[Collected data]
↓↓↓
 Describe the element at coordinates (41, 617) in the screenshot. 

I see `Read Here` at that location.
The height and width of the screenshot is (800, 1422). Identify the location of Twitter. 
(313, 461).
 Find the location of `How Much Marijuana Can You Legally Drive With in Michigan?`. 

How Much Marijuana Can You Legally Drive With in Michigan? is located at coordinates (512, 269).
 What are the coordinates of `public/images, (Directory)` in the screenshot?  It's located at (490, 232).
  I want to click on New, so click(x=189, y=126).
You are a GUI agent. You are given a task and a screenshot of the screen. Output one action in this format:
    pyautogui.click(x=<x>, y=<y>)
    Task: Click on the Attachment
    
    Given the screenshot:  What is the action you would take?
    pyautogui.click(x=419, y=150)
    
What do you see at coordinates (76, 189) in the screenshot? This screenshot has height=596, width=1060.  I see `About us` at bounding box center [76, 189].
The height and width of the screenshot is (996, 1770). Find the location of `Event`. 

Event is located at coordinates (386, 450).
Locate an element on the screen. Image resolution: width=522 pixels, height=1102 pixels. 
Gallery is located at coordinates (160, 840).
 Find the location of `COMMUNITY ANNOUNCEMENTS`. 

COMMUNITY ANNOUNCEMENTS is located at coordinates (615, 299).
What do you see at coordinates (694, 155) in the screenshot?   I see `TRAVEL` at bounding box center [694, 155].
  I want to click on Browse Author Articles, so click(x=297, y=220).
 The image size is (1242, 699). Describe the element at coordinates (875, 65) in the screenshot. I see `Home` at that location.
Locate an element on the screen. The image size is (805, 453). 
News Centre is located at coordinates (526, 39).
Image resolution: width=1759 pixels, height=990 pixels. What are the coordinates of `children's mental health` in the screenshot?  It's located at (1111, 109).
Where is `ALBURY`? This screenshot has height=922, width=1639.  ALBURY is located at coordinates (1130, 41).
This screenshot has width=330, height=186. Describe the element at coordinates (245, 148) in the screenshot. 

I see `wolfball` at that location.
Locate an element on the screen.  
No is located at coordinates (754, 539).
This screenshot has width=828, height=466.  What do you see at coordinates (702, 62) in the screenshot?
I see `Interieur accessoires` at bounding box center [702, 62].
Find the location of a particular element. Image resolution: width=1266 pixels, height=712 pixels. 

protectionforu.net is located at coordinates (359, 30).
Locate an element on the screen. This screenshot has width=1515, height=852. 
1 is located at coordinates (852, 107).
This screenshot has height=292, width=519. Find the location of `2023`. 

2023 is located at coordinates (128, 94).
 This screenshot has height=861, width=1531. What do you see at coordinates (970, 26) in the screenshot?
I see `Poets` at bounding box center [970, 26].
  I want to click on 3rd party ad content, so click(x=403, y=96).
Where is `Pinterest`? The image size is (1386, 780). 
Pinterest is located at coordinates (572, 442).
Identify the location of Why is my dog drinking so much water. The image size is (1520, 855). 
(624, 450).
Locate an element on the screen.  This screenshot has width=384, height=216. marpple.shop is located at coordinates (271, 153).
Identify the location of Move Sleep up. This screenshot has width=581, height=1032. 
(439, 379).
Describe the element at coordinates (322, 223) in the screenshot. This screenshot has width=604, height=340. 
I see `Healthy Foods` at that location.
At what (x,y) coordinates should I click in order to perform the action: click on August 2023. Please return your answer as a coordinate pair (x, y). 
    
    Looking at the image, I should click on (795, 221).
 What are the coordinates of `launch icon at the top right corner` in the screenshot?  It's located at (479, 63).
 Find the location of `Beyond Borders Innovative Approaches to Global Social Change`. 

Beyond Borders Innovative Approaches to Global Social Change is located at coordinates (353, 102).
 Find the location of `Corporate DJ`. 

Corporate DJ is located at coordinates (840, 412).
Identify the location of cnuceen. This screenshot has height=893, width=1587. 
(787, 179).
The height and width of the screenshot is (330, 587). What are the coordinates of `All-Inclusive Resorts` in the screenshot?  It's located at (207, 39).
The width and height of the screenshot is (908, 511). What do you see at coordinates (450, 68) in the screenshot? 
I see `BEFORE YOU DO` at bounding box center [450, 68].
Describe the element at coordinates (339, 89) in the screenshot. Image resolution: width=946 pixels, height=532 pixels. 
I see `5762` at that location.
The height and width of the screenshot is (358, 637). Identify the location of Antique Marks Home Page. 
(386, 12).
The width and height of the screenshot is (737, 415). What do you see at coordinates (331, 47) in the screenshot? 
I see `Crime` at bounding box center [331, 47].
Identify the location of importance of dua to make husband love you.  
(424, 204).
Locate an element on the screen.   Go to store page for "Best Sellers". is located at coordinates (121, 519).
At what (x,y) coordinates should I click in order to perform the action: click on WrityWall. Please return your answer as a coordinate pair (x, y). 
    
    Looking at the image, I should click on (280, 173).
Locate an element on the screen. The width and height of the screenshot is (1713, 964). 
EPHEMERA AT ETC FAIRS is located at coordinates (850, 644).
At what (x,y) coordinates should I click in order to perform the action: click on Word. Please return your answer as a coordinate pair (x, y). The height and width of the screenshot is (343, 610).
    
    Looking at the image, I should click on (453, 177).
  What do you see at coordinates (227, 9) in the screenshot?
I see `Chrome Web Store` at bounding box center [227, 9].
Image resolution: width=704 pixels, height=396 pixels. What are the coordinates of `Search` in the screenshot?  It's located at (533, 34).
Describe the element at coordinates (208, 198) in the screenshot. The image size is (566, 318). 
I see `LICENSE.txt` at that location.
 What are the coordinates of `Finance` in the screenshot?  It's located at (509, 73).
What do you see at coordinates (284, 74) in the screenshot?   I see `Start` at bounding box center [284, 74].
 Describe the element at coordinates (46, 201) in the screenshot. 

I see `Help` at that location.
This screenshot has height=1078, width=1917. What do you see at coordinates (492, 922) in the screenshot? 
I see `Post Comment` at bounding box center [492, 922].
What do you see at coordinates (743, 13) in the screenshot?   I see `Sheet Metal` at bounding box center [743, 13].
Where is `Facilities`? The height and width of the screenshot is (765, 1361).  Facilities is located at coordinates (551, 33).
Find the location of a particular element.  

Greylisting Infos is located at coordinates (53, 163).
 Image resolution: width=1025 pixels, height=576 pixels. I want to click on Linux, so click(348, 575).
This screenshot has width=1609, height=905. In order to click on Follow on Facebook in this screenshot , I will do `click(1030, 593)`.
↑↑↑
> Task statement
Out of the data above, transcribe exactly and only the lines starting with the line that has "Describe the element at coordinates (46, 201)" and going on through the line that has "What do you see at coordinates (743, 13)", both included.

> Written response
 Describe the element at coordinates (46, 201) in the screenshot. 

I see `Help` at that location.
This screenshot has height=1078, width=1917. What do you see at coordinates (492, 922) in the screenshot? 
I see `Post Comment` at bounding box center [492, 922].
What do you see at coordinates (743, 13) in the screenshot?   I see `Sheet Metal` at bounding box center [743, 13].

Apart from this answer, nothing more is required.